Photo credit: CIFOR
A giant Brazil nut tree in the Unamat forest, Puerto Maldonado, Madre de Dios, Peru. Brazil nuts form a crucial addition to livelihoods in parts of the Peruvian Amazon. Marco Simola/CIFOR photo
Sustainable Development Goals and forestry: Lessons from Peru
EXCERPT
In Peru and throughout the Amazon Basin, people depend on forests for meat, fruits and seeds, medicines, palm fronds for thatch, and many other products.
Those contributions, along with their role in buffering the effects of climate change, make forests crucial for achieving the Sustainable Development Goals (SDGs), a proposed global framework for guiding poverty reduction and ensuring a sustainable future.
“Forestry contributes to the solution of development challenges,” said Peter Holmgren, Director General of the Center for International Forestry Research (CIFOR) in Bogor, Indonesia. “Forests can contribute to the elimination of poverty, to food security, to prosperity in the green economy and to energy.”
The SDGs, which will come up for a vote at the UN General Assembly in September,grew out of the Rio+20 conference in Brazil in 2012.
WHERE FORESTS FIT IN
The 17 goals aim to, among other things, eliminate poverty, hunger and inequality while supporting economic opportunity—a significant part of which is the sustainable management of the natural resources on which economic and social development depend.
Only one goal—No. 15—specifically addresses environmental issues, calling for sustainable use of terrestrial ecosystems, sustainable management of forests, and a halt to land degradation and biodiversity loss.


WHAT YOU HAVE TO DO: Your answer should hold the data exactly as given, minus any picture.

PROVIDED INFORMATION:

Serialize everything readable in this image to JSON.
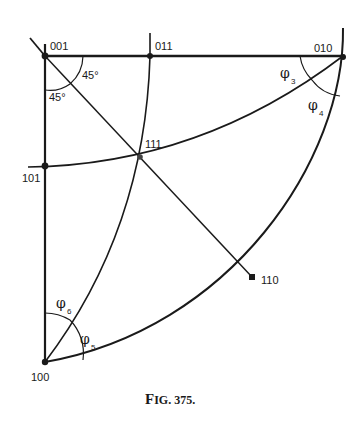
{
  "figure": {
    "caption": "Fig. 375.",
    "caption_prefix": "F",
    "caption_rest": "IG. 375.",
    "poles": {
      "p001": "001",
      "p011": "011",
      "p010": "010",
      "p101": "101",
      "p111": "111",
      "p110": "110",
      "p100": "100"
    },
    "angles": {
      "a1": "45°",
      "a2": "45°"
    },
    "phi": {
      "symbol": "φ",
      "phi3": "3",
      "phi4": "4",
      "phi5": "5",
      "phi6": "6"
    },
    "colors": {
      "ink": "#1a1a1a",
      "background": "#ffffff"
    }
  }
}
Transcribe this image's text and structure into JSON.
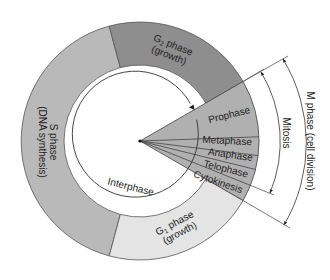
{
  "diagram": {
    "type": "cell-cycle",
    "colors": {
      "s_phase": "#b9b9b9",
      "g2_phase": "#8e8e8e",
      "g1_phase": "#e4e4e4",
      "mitosis_wedge": "#b0b0b0",
      "outline": "#444444",
      "background": "#ffffff"
    },
    "segments": {
      "g2": {
        "line1": "G",
        "sub": "2",
        "line1_rest": " phase",
        "line2": "(growth)"
      },
      "s": {
        "line1": "S phase",
        "line2": "(DNA synthesis)"
      },
      "g1": {
        "line1": "G",
        "sub": "1",
        "line1_rest": " phase",
        "line2": "(growth)"
      }
    },
    "center_label": "Interphase",
    "mitosis_stages": [
      "Prophase",
      "Metaphase",
      "Anaphase",
      "Telophase",
      "Cytokinesis"
    ],
    "brackets": {
      "mitosis": "Mitosis",
      "m_phase": "M phase (cell division)"
    }
  }
}
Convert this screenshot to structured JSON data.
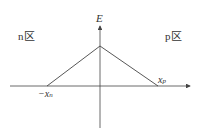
{
  "diagram": {
    "axis_y_label": "E",
    "region_n_label": "n区",
    "region_p_label": "p区",
    "x_neg_label_prefix": "−x",
    "x_neg_label_sub": "n",
    "x_pos_label": "x",
    "x_pos_label_sub": "p",
    "line_color": "#444444"
  }
}
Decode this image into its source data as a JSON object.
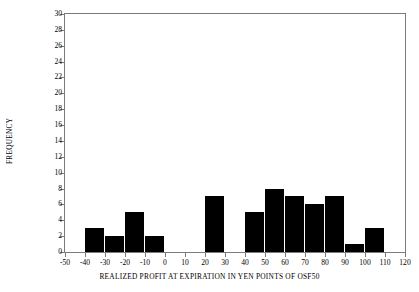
{
  "chart_data": {
    "type": "bar",
    "title": "",
    "xlabel": "REALIZED PROFIT AT EXPIRATION IN YEN POINTS OF OSF50",
    "ylabel": "FREQUENCY",
    "xlim": [
      -50,
      120
    ],
    "ylim": [
      0,
      30
    ],
    "xticks": [
      -50,
      -40,
      -30,
      -20,
      -10,
      0,
      10,
      20,
      30,
      40,
      50,
      60,
      70,
      80,
      90,
      100,
      110,
      120
    ],
    "xtick_labels": [
      "-50",
      "-40",
      "-30",
      "-20",
      "-10",
      "0",
      "10",
      "20",
      "30",
      "40",
      "50",
      "60",
      "70",
      "80",
      "90",
      "100",
      "110",
      "120"
    ],
    "yticks": [
      0,
      2,
      4,
      6,
      8,
      10,
      12,
      14,
      16,
      18,
      20,
      22,
      24,
      26,
      28,
      30
    ],
    "ytick_labels": [
      "0",
      "2",
      "4",
      "6",
      "8",
      "10",
      "12",
      "14",
      "16",
      "18",
      "20",
      "22",
      "24",
      "26",
      "28",
      "30"
    ],
    "grid": false,
    "legend": false,
    "bin_width": 10,
    "bar_color": "#000000",
    "axis_color": "#7b7b7b",
    "bins": [
      {
        "start": -50,
        "end": -40,
        "frequency": 0
      },
      {
        "start": -40,
        "end": -30,
        "frequency": 3
      },
      {
        "start": -30,
        "end": -20,
        "frequency": 2
      },
      {
        "start": -20,
        "end": -10,
        "frequency": 5
      },
      {
        "start": -10,
        "end": 0,
        "frequency": 2
      },
      {
        "start": 0,
        "end": 10,
        "frequency": 0
      },
      {
        "start": 10,
        "end": 20,
        "frequency": 0
      },
      {
        "start": 20,
        "end": 30,
        "frequency": 7
      },
      {
        "start": 30,
        "end": 40,
        "frequency": 0
      },
      {
        "start": 40,
        "end": 50,
        "frequency": 5
      },
      {
        "start": 50,
        "end": 60,
        "frequency": 8
      },
      {
        "start": 60,
        "end": 70,
        "frequency": 7
      },
      {
        "start": 70,
        "end": 80,
        "frequency": 6
      },
      {
        "start": 80,
        "end": 90,
        "frequency": 7
      },
      {
        "start": 90,
        "end": 100,
        "frequency": 1
      },
      {
        "start": 100,
        "end": 110,
        "frequency": 3
      },
      {
        "start": 110,
        "end": 120,
        "frequency": 0
      }
    ],
    "categories": [
      "-50",
      "-40",
      "-30",
      "-20",
      "-10",
      "0",
      "10",
      "20",
      "30",
      "40",
      "50",
      "60",
      "70",
      "80",
      "90",
      "100",
      "110"
    ],
    "values": [
      0,
      3,
      2,
      5,
      2,
      0,
      0,
      7,
      0,
      5,
      8,
      7,
      6,
      7,
      1,
      3,
      0
    ]
  }
}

EXPECTED OUTPUT:
Serialize everything readable in this image to JSON.
{
  "figure": {
    "caption": "Fig. 375.",
    "caption_prefix": "F",
    "caption_rest": "IG. 375.",
    "poles": {
      "p001": "001",
      "p011": "011",
      "p010": "010",
      "p101": "101",
      "p111": "111",
      "p110": "110",
      "p100": "100"
    },
    "angles": {
      "a1": "45°",
      "a2": "45°"
    },
    "phi": {
      "symbol": "φ",
      "phi3": "3",
      "phi4": "4",
      "phi5": "5",
      "phi6": "6"
    },
    "colors": {
      "ink": "#1a1a1a",
      "background": "#ffffff"
    }
  }
}
Transcribe this image's text and structure into JSON.
{
  "diagram": {
    "type": "cell-cycle",
    "colors": {
      "s_phase": "#b9b9b9",
      "g2_phase": "#8e8e8e",
      "g1_phase": "#e4e4e4",
      "mitosis_wedge": "#b0b0b0",
      "outline": "#444444",
      "background": "#ffffff"
    },
    "segments": {
      "g2": {
        "line1": "G",
        "sub": "2",
        "line1_rest": " phase",
        "line2": "(growth)"
      },
      "s": {
        "line1": "S phase",
        "line2": "(DNA synthesis)"
      },
      "g1": {
        "line1": "G",
        "sub": "1",
        "line1_rest": " phase",
        "line2": "(growth)"
      }
    },
    "center_label": "Interphase",
    "mitosis_stages": [
      "Prophase",
      "Metaphase",
      "Anaphase",
      "Telophase",
      "Cytokinesis"
    ],
    "brackets": {
      "mitosis": "Mitosis",
      "m_phase": "M phase (cell division)"
    }
  }
}
Convert this screenshot to structured JSON data.
{
  "diagram": {
    "axis_y_label": "E",
    "region_n_label": "n区",
    "region_p_label": "p区",
    "x_neg_label_prefix": "−x",
    "x_neg_label_sub": "n",
    "x_pos_label": "x",
    "x_pos_label_sub": "p",
    "line_color": "#444444"
  }
}
Decode this image into its source data as a JSON object.
{
  "chart_data": {
    "type": "bar",
    "title": "",
    "xlabel": "REALIZED PROFIT AT EXPIRATION IN YEN POINTS OF OSF50",
    "ylabel": "FREQUENCY",
    "xlim": [
      -50,
      120
    ],
    "ylim": [
      0,
      30
    ],
    "xticks": [
      -50,
      -40,
      -30,
      -20,
      -10,
      0,
      10,
      20,
      30,
      40,
      50,
      60,
      70,
      80,
      90,
      100,
      110,
      120
    ],
    "xtick_labels": [
      "-50",
      "-40",
      "-30",
      "-20",
      "-10",
      "0",
      "10",
      "20",
      "30",
      "40",
      "50",
      "60",
      "70",
      "80",
      "90",
      "100",
      "110",
      "120"
    ],
    "yticks": [
      0,
      2,
      4,
      6,
      8,
      10,
      12,
      14,
      16,
      18,
      20,
      22,
      24,
      26,
      28,
      30
    ],
    "ytick_labels": [
      "0",
      "2",
      "4",
      "6",
      "8",
      "10",
      "12",
      "14",
      "16",
      "18",
      "20",
      "22",
      "24",
      "26",
      "28",
      "30"
    ],
    "grid": false,
    "legend": false,
    "bin_width": 10,
    "bar_color": "#000000",
    "axis_color": "#7b7b7b",
    "bins": [
      {
        "start": -50,
        "end": -40,
        "frequency": 0
      },
      {
        "start": -40,
        "end": -30,
        "frequency": 3
      },
      {
        "start": -30,
        "end": -20,
        "frequency": 2
      },
      {
        "start": -20,
        "end": -10,
        "frequency": 5
      },
      {
        "start": -10,
        "end": 0,
        "frequency": 2
      },
      {
        "start": 0,
        "end": 10,
        "frequency": 0
      },
      {
        "start": 10,
        "end": 20,
        "frequency": 0
      },
      {
        "start": 20,
        "end": 30,
        "frequency": 7
      },
      {
        "start": 30,
        "end": 40,
        "frequency": 0
      },
      {
        "start": 40,
        "end": 50,
        "frequency": 5
      },
      {
        "start": 50,
        "end": 60,
        "frequency": 8
      },
      {
        "start": 60,
        "end": 70,
        "frequency": 7
      },
      {
        "start": 70,
        "end": 80,
        "frequency": 6
      },
      {
        "start": 80,
        "end": 90,
        "frequency": 7
      },
      {
        "start": 90,
        "end": 100,
        "frequency": 1
      },
      {
        "start": 100,
        "end": 110,
        "frequency": 3
      },
      {
        "start": 110,
        "end": 120,
        "frequency": 0
      }
    ],
    "categories": [
      "-50",
      "-40",
      "-30",
      "-20",
      "-10",
      "0",
      "10",
      "20",
      "30",
      "40",
      "50",
      "60",
      "70",
      "80",
      "90",
      "100",
      "110"
    ],
    "values": [
      0,
      3,
      2,
      5,
      2,
      0,
      0,
      7,
      0,
      5,
      8,
      7,
      6,
      7,
      1,
      3,
      0
    ]
  }
}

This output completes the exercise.